Pretraining Techniques for Sequence-to-Sequence Voice Conversion
This addresses practical issues in voice conversion for speech synthesis applications, but it is incremental as it adapts existing pretraining techniques to a specific domain.
The paper tackles the problem of unstable training and mispronunciation in sequence-to-sequence voice conversion models with limited data by proposing pretraining from text-to-speech or automatic speech recognition tasks, resulting in improved intelligibility, naturalness, and similarity, with Transformer-based models outperforming RNN-based ones.
Sequence-to-sequence (seq2seq) voice conversion (VC) models are attractive owing to their ability to convert prosody. Nonetheless, without sufficient data, seq2seq VC models can suffer from unstable training and mispronunciation problems in the converted speech, thus far from practical. To tackle these shortcomings, we propose to transfer knowledge from other speech processing tasks where large-scale corpora are easily available, typically text-to-speech (TTS) and automatic speech recognition (ASR). We argue that VC models initialized with such pretrained ASR or TTS model parameters can generate effective hidden representations for high-fidelity, highly intelligible converted speech. We apply such techniques to recurrent neural network (RNN)-based and Transformer based models, and through systematical experiments, we demonstrate the effectiveness of the pretraining scheme and the superiority of Transformer based models over RNN-based models in terms of intelligibility, naturalness, and similarity.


WHAT YOU SHOULD DO: Each record should be given again exactly, and any picture in it left out.

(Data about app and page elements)
************
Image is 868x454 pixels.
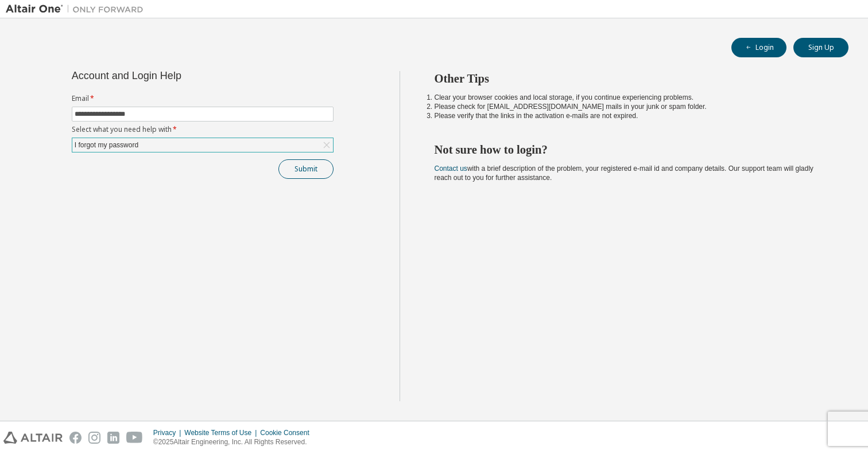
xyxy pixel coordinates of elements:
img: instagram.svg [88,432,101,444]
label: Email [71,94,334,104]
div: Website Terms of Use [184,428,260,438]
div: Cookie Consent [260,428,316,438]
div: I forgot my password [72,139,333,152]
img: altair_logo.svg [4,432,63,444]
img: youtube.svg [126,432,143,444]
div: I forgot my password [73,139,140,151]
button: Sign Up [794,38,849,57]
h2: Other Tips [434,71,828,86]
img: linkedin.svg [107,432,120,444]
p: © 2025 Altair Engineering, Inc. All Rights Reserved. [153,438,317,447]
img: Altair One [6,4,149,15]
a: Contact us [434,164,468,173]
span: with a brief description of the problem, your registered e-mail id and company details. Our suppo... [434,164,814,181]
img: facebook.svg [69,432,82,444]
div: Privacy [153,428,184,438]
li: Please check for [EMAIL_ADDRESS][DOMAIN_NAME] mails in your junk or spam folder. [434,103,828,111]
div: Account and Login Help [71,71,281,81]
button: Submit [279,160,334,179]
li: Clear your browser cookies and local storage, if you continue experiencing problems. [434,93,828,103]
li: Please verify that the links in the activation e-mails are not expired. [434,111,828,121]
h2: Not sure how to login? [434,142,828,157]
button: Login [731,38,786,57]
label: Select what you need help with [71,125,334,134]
************
RESULT OF THIS EXERCISE:
Image is 868x454 pixels.
xyxy pixel coordinates of elements:
img: instagram.svg [88,432,101,444]
label: Email [71,94,334,104]
div: Website Terms of Use [184,428,260,438]
div: Cookie Consent [260,428,316,438]
div: I forgot my password [72,139,333,152]
img: altair_logo.svg [4,432,63,444]
img: youtube.svg [126,432,143,444]
div: I forgot my password [73,139,140,151]
button: Sign Up [794,38,849,57]
h2: Other Tips [434,71,828,86]
img: linkedin.svg [107,432,120,444]
p: © 2025 Altair Engineering, Inc. All Rights Reserved. [153,438,317,447]
img: Altair One [6,4,149,15]
a: Contact us [434,164,468,173]
span: with a brief description of the problem, your registered e-mail id and company details. Our suppo... [434,164,814,181]
img: facebook.svg [69,432,82,444]
div: Privacy [153,428,184,438]
li: Please check for [EMAIL_ADDRESS][DOMAIN_NAME] mails in your junk or spam folder. [434,103,828,111]
div: Account and Login Help [71,71,281,81]
button: Submit [279,160,334,179]
li: Clear your browser cookies and local storage, if you continue experiencing problems. [434,93,828,103]
li: Please verify that the links in the activation e-mails are not expired. [434,111,828,121]
h2: Not sure how to login? [434,142,828,157]
button: Login [731,38,786,57]
label: Select what you need help with [71,125,334,134]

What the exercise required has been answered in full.